Go version

go1.20.8

Output of go env in your module/workspace:

GO111MODULE="on"
GOARCH="arm64"
GOBIN=""
GOCACHE="/Library/Caches/go-build"
GOENV="/Library/Application Support/go/env"
GOEXE=""
GOEXPERIMENT=""
GOFLAGS=""
GOHOSTARCH="arm64"
GOHOSTOS="darwin"
GOINSECURE=""
GOMODCACHE="/go/pkg/mod"
GOOS="darwin"
GOPATH="/go"
GOPROXY="https://goproxy.cn,direct"
GOROOT="/go/go1.20.8"
GOSUMDB="off"
GOTMPDIR=""
GOTOOLDIR="/go/go1.20.8/pkg/tool/darwin_arm64"
GOVCS=""
GOVERSION="go1.20.8"
GCCGO="gccgo"
AR="ar"
CC="clang"
CXX="clang++"
CGO_ENABLED="1"
GOWORK=""
CGO_CFLAGS="-O2 -g"
CGO_CPPFLAGS=""
CGO_CXXFLAGS="-O2 -g"
CGO_FFLAGS="-O2 -g"
CGO_LDFLAGS="-O2 -g"
PKG_CONFIG="pkg-config"

What did you do?

There is a bug in the time library when adding or subtracting months. When the time is 15:00:00 on July 31, 2025 and 15:00:00 on August 31, 2025, the output is July and October when t. AddDate (0, -1,0) and t. AddDate (0, 1,0) are executed respectively

What did you see happen?

package main

import ( "fmt" "time" )

func main() { t, _ := time.ParseInLocation("2006-01-02 15:04:05", "2025-07-31 15:00:00", time.Local) fmt.Println(t.AddDate(0, -1, 0).String()) // 2025-07-01 15:00:00 +0800 t, _ = time.ParseInLocation("2006-01-02 15:04:05", "2025-08-31 15:00:00", time.Local) fmt.Println(t.AddDate(0, 1, 0).String()) // 2025-10-01 15:00:00 +0800 }

What did you expect to see?

2025-06-30 15:00:00 +0800 and 2025-09-30 15:00:00 +0800

Comment From: gabyhelp

Related Issues

(Emoji vote if this was helpful or unhelpful; more detailed feedback welcome in this discussion.)

Comment From: adonovan

The problem is that AddDate(+/- 1 month) simply increments/decrements the month column then normalizes, so:

  • 31 Jul - 1 month = "31 Jun" = 1 Jul
  • 31 Aug + 1 month = "31 Sep" = 1 Oct

Months are not of the same length, so there will always be an edge case trying to map from the last day to "the same day" of the next or previous month. This is a dup of several previous issues, as enumerated by gabyhelp (e.g. https://github.com/golang/go/issues/31145). We cannot change the behavior of AddDate at this point, even if we wanted to (though the previous issues suggest we do not). But this is a recurring source of surprise that should be better documented, and if there is one clear alternative algorithm that many users expect, we should provide it and refer to it.

Comment From: ALTree

It seems to be documented?

AddDate normalizes its result in the same way that Date does, so, for example, adding one month to October 31 yields December 1, the normalized form for November 31.

Comment From: adonovan

It is documented, yet users are perennially confused enough to report issues. Perhaps it should provide more advice on how to safely work with month strides.

Comment From: ianlancetaylor

The existing documentation seems very clear to me. It explicitly says

AddDate normalizes its result in the same way that Date does, so, for example, adding one month to October 31 yields December 1, the normalized form for November 31.

which is the exact case that the original poster is misunderstanding. Is there really anything we can do to make this more clear?

Comment From: seankhliao

I think this is more of a case where we provided an API which we shouldn't have, and users don't read the docs before trying to use something.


:: Problem details ::
Where a line of the records contains the word "Time", show that line.

─── Data ───

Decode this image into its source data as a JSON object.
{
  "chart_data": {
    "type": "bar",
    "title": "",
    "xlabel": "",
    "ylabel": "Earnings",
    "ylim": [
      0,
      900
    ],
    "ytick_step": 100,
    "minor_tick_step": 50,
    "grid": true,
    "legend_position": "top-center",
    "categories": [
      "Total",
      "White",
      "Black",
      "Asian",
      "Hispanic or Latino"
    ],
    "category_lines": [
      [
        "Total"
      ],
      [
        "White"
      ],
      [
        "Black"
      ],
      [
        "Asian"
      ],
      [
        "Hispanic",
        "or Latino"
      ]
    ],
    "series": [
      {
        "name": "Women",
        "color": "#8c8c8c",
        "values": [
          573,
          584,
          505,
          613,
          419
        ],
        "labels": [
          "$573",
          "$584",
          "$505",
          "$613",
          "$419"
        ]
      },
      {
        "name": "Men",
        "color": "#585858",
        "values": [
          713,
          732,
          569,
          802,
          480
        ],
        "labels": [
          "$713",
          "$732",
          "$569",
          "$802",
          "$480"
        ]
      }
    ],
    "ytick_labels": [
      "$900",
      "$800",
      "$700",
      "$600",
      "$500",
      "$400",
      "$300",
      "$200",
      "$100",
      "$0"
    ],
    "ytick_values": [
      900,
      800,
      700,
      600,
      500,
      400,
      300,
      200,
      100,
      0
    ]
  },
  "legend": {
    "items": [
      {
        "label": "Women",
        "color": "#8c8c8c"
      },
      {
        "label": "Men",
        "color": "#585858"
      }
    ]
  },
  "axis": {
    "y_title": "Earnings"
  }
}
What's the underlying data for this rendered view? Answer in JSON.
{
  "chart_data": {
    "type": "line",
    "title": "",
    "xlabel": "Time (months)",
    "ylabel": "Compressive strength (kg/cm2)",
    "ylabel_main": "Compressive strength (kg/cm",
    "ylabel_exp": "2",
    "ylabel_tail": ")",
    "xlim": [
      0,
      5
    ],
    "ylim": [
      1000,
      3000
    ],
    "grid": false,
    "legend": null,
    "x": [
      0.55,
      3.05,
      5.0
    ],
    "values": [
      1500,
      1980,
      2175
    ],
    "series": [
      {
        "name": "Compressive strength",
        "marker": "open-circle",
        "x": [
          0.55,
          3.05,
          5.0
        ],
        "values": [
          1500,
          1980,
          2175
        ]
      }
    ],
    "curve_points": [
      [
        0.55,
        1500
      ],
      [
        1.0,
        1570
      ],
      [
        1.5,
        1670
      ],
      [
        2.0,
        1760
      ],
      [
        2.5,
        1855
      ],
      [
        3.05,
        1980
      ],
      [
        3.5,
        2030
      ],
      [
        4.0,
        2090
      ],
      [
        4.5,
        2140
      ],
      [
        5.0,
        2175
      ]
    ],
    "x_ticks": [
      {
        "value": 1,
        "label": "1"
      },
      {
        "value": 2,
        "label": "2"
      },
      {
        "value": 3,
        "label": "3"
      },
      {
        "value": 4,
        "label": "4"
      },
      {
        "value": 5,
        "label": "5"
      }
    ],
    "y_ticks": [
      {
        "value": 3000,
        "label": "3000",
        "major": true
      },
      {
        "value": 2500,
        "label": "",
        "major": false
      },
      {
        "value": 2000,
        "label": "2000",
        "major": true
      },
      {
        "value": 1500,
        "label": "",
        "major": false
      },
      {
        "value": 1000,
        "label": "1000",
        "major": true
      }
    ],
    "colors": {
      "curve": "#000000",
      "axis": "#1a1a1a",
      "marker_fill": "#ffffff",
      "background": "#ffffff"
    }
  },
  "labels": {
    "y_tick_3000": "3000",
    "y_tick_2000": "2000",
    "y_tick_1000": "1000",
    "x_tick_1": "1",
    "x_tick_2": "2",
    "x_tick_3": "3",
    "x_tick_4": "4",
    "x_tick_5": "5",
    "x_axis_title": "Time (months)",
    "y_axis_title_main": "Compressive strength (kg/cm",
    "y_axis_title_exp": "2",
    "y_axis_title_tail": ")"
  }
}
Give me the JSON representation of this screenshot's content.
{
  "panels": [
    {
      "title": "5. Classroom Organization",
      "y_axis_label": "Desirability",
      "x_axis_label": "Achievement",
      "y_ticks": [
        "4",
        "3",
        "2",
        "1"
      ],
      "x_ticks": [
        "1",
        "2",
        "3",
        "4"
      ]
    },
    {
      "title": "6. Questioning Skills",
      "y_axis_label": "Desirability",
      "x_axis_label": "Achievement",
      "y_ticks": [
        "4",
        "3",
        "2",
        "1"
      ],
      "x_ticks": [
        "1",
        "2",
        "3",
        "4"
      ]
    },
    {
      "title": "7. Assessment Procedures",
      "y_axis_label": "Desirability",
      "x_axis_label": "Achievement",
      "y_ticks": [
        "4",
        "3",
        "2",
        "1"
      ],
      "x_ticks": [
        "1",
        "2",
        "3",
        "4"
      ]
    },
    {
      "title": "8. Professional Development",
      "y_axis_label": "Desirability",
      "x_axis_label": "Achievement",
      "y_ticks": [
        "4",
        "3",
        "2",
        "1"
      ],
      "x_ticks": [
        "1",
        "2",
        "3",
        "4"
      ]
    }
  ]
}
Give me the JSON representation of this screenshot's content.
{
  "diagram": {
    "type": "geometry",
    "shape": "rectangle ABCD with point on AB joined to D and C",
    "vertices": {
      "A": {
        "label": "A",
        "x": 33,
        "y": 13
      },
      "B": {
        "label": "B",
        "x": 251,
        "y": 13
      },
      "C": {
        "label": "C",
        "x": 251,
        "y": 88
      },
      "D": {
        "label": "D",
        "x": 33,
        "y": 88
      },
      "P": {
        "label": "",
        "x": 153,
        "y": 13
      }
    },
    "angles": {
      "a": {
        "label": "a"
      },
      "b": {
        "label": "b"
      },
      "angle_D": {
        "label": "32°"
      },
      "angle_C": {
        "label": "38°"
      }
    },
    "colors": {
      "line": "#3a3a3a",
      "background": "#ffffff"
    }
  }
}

───

:: Result for this task ::
    "xlabel": "Time (months)",
    "x_axis_title": "Time (months)",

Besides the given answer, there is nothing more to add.